Tigers' Greene, McKinstry provide spark in 5-3 win over Orioles in opener
Published in Baseball
BALTIMORE — The talk coming into the game was how could the Tigers neutralize the Orioles and their potent crop of left-handed hitters.
Should have been the other way around, because it was the Tigers’ versatile and opportunistic offense that carried the night.
With lefty-swinging Riley Greene and Zach McKinstry providing the spark against lefty starter Cade Povich, the Tigers opened the three-game set at Camden Yards Tuesday night with a 5-3 win over the Orioles.
With the win, the Tigers (44-24) are 20 games over .500 for the first time since the end of 2013 when they finished 93-69. They also improve to 21-15 on the road and 16-2 against teams from the American League East.
McKinstry came into the game hitting .358 against lefties, which was the second highest average by a lefty and against a lefty in baseball. He padded that stat with a pair of triples off Povich.
They were his sixth and seventh three-baggers of the year, tying him with Boston’s Jarren Duran for most in the majors.
Greene started his day by working a 10-pitch walk off Povich and it was clear he was on every pitch, whether he swung or took it.
He singled in the third, then doubled and scored in a three-run fifth.
The Tigers plated four of their runs with two outs, something they also lead baseball in — two-out runs (139).
Switch-hitter Wenceel Perez, whose sacrifice fly scored McKinstry in the second, doubled off the left-field wall with two outs in the fourth and was delivered home by a opposite-field single by Javier Baez.
In the fifth, Greene doubled with two outs and scored on a single by Dillon Dingler. Spencer Torkelson followed with a 419-foot, two-run homer to dead center that center fielder Colton Cowser just missed bringing back with a leaping attempt at the wall.
It was his 16th homer and it came on a 3-2 pitch. Ten of his 16 bombs have come in two-strike counts.
Now back to the Tigers’ pitching strategy.
Because the Orioles feature such a left-handed heavy lineup, and because right-hander Sawyer Gipson-Long was making his second start back after missing 18 months, manager AJ Hinch used lefty Brant Hurter to “open” the game.
And Hurter validated his manager’s strategy.
He ended up going 2 2/3 innings, getting through the dangerous top of the Orioles’ batting order twice before departing.
The only smudge was a world-class at-bat by Gunnar Henderson. Henderson was going to be Hurter’s last batter, regardless. Righty Chase Lee was warming for right-handed hitter Ramon Laureano, who was due up after Henderson.
And with two outs and Jackson Holliday at second, Hurter emptied the tank. He mixed power sinkers and sweepers and got ahead 1-2. But Henderson kept spoiling pitches and taking smartly laying off a couple just off the edge.
Finally, on the10th pitch, Henderson hit a laser into right-center to score the run.
But mission accomplished for Hurter.
After Lee punched out Laureano, the runway was clear for Gipson-Long and he took off.
Gipson-Long breezed from the fourth through the seventh, allowing just one hit with five strikeouts. The velocity on all of his pitches ticked up from his first outing (four-seamer at 94.5 mph) but he was leaning heavily on his change-up, which induced six whiffs on 11 swings.
Fittingly, it was the top of the Orioles’ order, the one Hinch sought to negate by starting Hurter, left the only mark against Gipson-Long. Holliday doubled and scored on a long sacrifice fly to the wall in left by Adley Rutschman.
A double by Henderson, the only change-up put in play by the Orioles, ended Gipson-Long’s night.
Tommy Kahnle got the final out of the eighth (striking out Ryan O’Hearn). Will Vest gave up a leadoff homer to Jordan Westburg to start the ninth, just the second he's allowed this season, before getting the final three outs to earn his 11th save.
©2025 www.detroitnews.com. Visit at detroitnews.com. Distributed by Tribune Content Agency, LLC.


• _Exercise directions_
Go line by line through the data below and work out how many lines contain "type"; the answer is that number alone.

[Extracts from a graphics dataset]
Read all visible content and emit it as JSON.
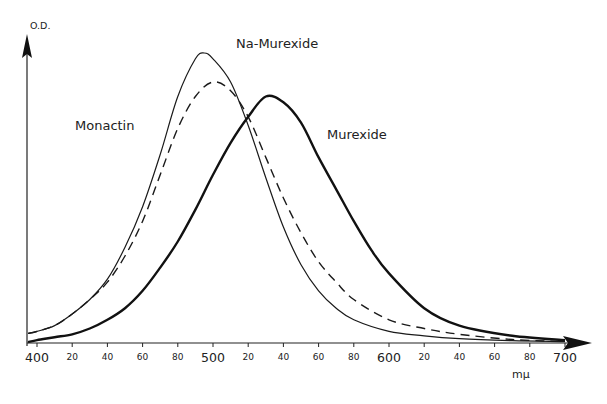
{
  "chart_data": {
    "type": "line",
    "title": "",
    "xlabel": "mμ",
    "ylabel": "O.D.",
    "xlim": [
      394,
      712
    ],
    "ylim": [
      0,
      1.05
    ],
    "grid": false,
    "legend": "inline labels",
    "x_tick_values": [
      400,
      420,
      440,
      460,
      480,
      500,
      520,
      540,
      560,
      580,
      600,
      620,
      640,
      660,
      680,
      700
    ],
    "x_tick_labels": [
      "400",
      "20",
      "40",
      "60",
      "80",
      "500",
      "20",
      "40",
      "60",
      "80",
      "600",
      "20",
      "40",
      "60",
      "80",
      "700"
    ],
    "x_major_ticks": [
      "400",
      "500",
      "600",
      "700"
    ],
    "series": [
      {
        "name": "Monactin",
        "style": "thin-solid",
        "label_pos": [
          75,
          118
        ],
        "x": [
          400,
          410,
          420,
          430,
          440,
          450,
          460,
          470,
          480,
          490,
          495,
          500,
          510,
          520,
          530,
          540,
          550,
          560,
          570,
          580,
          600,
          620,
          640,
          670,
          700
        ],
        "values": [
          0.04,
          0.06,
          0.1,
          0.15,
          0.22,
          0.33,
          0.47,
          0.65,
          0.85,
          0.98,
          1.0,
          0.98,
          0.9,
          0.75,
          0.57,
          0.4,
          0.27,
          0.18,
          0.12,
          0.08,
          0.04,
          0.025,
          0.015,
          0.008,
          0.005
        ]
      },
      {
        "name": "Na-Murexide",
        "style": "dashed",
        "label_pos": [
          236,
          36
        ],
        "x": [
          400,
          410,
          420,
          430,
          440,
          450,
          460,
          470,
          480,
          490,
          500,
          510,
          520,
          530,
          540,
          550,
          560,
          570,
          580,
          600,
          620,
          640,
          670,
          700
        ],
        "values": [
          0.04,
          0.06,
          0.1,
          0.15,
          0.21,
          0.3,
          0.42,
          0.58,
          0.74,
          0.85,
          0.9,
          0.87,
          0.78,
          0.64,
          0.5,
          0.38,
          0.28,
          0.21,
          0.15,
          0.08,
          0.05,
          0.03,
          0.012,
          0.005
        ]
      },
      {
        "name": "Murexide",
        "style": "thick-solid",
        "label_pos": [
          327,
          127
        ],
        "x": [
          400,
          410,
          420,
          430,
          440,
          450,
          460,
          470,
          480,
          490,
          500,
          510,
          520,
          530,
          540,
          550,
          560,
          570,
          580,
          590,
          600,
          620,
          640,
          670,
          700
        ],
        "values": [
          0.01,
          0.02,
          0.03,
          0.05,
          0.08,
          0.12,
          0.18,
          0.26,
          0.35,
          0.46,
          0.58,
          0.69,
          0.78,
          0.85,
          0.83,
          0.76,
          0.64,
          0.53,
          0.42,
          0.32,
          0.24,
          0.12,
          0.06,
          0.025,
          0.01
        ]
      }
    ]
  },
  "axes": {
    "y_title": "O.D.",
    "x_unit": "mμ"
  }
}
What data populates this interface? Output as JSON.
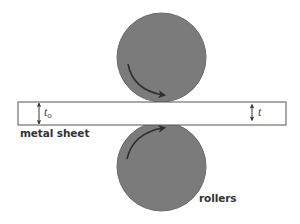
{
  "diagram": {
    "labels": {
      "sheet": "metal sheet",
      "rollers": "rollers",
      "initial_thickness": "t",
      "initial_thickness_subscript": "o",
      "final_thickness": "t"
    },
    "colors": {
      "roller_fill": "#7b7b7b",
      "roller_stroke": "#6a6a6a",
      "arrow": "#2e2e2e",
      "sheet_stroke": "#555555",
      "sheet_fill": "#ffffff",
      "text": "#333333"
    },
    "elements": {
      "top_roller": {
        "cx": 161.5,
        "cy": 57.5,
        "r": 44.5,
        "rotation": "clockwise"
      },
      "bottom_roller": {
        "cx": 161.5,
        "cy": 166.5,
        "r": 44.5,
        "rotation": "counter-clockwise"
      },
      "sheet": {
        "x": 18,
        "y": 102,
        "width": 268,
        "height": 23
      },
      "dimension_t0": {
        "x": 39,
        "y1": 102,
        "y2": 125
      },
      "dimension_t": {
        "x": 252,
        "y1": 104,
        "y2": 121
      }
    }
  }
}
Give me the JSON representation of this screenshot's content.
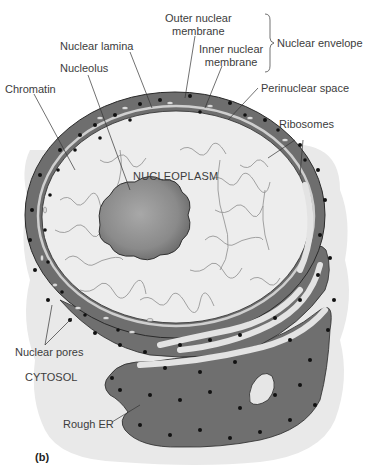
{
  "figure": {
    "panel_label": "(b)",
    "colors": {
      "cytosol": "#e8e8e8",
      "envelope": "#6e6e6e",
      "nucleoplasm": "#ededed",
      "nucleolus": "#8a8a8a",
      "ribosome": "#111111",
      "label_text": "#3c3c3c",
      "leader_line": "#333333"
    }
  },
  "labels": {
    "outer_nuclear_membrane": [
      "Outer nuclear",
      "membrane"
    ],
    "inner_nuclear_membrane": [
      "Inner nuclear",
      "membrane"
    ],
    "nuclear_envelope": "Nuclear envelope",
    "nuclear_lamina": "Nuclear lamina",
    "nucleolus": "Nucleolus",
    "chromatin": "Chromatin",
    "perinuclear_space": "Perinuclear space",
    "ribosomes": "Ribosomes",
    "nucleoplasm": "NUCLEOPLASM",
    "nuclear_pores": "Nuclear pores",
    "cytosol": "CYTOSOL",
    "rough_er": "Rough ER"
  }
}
==
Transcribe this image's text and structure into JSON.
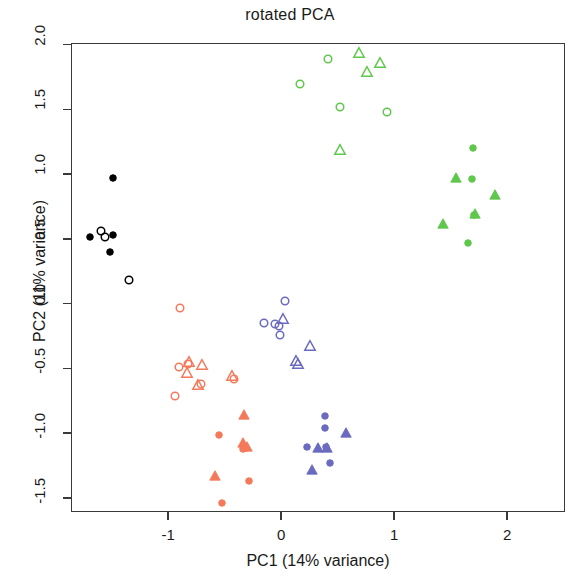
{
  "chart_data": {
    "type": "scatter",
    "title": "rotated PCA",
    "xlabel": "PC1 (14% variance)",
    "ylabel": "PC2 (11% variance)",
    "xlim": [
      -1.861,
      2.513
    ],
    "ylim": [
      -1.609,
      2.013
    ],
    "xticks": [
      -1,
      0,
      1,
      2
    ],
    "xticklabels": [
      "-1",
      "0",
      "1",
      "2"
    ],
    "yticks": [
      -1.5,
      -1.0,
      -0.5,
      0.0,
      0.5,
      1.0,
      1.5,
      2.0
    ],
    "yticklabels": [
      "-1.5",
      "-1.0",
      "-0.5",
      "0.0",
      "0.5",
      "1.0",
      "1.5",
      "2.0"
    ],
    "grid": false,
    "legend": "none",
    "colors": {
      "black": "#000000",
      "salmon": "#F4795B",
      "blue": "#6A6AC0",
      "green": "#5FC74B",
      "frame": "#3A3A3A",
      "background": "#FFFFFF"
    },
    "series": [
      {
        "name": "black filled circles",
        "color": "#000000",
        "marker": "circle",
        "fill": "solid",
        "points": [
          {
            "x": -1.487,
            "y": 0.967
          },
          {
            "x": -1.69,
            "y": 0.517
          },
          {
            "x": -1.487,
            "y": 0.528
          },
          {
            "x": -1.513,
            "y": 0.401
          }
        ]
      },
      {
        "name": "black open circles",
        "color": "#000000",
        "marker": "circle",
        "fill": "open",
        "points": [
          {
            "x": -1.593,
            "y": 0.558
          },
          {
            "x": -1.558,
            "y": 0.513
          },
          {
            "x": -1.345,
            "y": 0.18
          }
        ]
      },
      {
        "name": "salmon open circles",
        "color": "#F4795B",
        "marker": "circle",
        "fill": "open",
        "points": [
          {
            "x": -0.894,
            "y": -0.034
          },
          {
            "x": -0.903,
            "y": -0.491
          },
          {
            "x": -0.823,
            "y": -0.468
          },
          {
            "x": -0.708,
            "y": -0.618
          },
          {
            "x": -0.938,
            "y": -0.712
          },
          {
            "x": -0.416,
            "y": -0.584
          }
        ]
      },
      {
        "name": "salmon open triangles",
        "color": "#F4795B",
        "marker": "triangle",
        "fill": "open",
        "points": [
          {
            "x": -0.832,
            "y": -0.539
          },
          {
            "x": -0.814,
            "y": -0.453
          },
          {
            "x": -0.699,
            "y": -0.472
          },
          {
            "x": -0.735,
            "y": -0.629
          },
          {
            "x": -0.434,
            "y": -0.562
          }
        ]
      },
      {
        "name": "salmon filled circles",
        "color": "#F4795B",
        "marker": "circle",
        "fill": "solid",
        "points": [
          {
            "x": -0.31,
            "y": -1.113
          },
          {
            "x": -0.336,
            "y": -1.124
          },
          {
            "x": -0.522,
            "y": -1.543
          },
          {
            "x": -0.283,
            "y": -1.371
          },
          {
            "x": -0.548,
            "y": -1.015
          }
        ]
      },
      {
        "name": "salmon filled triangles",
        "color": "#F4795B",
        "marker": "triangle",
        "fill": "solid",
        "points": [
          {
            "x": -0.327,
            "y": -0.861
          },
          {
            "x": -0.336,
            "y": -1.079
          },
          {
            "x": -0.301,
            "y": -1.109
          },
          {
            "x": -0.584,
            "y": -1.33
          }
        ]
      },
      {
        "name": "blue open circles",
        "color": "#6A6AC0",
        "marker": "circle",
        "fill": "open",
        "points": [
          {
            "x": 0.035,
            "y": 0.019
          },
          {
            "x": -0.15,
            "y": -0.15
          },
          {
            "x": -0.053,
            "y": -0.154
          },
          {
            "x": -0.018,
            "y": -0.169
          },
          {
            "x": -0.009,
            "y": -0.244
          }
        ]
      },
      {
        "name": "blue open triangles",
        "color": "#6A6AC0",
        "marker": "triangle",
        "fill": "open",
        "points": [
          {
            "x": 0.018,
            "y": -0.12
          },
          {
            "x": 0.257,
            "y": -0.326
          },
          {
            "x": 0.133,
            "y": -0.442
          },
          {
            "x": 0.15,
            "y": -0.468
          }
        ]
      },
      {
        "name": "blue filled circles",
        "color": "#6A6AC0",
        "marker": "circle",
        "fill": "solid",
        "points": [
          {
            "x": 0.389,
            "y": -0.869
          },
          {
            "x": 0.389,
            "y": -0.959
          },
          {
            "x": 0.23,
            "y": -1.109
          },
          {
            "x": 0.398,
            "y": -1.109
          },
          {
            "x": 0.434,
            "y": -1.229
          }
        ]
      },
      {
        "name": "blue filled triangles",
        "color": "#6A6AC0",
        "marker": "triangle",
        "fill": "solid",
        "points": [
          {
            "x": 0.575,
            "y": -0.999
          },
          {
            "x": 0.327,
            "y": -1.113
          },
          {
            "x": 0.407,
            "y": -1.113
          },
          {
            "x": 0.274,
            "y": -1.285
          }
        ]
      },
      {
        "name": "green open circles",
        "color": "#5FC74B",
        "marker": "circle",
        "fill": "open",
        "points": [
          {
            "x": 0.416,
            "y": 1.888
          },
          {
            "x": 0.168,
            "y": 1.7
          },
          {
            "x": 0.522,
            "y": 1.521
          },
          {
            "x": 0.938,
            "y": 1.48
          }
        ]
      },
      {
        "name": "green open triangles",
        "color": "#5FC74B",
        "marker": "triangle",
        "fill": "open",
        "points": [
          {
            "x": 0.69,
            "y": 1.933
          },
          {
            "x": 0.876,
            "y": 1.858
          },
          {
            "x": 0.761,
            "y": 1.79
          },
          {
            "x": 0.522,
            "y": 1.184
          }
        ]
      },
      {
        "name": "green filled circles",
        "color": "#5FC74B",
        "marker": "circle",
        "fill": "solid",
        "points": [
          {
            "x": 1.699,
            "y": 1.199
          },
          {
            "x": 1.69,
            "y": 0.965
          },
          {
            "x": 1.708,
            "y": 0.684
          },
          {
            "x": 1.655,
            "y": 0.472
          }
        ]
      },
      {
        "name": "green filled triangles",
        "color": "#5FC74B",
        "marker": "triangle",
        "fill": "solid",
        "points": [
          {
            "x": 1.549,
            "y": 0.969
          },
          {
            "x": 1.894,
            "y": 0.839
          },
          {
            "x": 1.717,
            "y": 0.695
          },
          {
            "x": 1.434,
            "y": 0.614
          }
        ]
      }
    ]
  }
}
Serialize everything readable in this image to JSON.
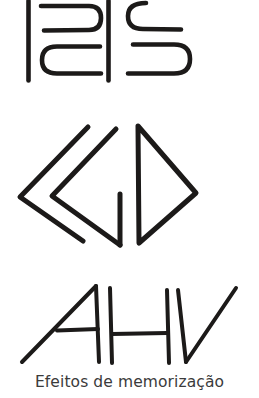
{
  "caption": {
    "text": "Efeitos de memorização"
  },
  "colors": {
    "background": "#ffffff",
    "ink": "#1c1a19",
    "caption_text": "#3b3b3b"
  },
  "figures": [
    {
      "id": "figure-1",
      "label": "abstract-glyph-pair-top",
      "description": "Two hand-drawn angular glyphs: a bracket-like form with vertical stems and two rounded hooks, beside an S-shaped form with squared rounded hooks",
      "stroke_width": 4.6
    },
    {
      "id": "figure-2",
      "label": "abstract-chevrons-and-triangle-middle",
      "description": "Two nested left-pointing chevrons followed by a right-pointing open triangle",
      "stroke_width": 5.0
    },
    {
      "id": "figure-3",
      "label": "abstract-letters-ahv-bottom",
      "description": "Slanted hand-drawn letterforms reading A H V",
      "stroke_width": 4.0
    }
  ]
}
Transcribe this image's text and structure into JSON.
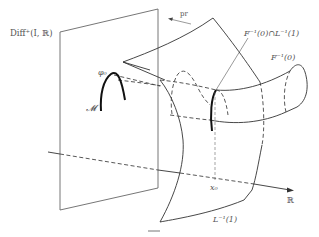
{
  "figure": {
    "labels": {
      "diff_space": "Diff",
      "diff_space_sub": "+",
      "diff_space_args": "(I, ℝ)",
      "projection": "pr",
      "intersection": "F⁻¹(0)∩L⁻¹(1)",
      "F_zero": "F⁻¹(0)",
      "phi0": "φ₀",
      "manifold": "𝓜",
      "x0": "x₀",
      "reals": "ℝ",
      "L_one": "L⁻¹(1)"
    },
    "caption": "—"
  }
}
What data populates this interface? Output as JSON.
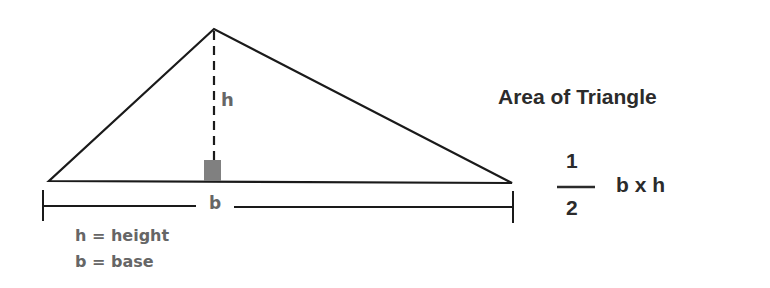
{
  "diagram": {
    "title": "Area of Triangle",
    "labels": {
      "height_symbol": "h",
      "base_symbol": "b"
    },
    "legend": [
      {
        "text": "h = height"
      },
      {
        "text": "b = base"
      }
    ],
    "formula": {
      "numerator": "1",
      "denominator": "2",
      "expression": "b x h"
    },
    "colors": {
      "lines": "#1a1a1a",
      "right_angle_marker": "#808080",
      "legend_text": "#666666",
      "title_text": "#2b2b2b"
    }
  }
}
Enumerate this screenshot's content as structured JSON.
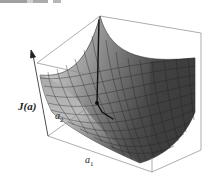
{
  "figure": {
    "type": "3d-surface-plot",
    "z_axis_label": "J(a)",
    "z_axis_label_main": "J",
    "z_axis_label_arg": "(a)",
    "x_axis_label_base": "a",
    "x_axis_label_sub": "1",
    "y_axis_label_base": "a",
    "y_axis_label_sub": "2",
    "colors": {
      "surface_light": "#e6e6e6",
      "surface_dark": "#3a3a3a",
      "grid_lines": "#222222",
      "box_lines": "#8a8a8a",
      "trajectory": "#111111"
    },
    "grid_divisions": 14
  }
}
* * *
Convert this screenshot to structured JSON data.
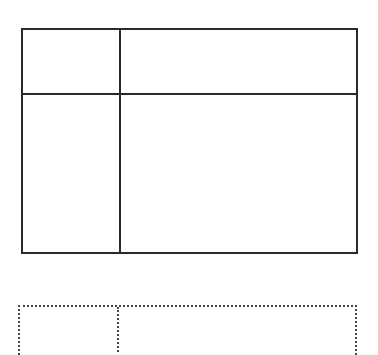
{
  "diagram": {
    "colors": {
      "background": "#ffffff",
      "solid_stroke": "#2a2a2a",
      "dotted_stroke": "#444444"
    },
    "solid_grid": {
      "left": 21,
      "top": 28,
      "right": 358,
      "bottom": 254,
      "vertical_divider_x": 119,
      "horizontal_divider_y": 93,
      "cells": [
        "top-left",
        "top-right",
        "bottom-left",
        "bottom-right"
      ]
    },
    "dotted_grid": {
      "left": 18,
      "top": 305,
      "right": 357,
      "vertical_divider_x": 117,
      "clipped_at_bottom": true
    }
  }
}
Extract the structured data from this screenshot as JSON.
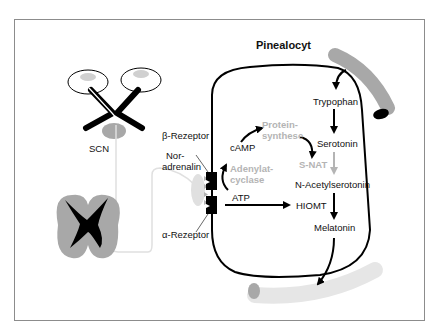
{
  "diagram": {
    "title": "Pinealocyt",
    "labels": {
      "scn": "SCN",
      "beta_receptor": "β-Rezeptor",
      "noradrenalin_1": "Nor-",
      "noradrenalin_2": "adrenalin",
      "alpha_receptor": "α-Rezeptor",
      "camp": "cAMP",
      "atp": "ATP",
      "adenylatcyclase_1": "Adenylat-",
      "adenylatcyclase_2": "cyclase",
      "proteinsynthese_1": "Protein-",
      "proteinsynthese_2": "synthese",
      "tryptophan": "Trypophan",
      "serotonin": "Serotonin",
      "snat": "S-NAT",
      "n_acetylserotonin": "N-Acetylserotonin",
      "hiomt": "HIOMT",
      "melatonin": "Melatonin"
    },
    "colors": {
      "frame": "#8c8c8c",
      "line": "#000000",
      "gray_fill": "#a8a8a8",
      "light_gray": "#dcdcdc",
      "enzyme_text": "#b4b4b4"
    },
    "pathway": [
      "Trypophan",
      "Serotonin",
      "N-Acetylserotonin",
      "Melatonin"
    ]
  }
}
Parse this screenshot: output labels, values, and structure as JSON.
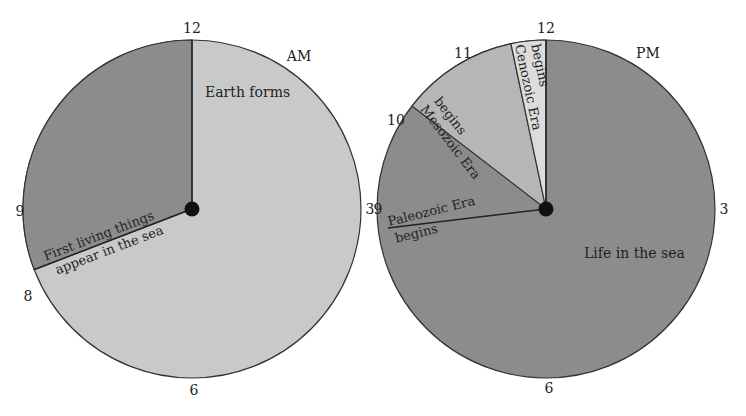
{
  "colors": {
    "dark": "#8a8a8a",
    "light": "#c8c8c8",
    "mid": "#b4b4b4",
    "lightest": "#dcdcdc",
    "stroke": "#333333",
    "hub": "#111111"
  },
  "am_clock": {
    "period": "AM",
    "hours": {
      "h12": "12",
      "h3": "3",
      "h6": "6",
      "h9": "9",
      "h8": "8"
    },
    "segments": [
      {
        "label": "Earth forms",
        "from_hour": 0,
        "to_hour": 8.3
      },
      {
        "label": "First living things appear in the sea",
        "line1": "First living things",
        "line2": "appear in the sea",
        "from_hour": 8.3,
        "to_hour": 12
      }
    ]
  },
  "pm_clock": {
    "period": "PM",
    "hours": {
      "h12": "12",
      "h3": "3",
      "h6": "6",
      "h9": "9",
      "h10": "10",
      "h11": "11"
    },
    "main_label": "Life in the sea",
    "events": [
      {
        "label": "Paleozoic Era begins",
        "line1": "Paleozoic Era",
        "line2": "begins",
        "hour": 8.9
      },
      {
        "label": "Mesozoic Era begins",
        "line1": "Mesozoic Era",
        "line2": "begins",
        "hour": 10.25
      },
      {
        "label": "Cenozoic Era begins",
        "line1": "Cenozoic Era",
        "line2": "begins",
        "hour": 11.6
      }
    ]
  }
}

• _Response to the task_
3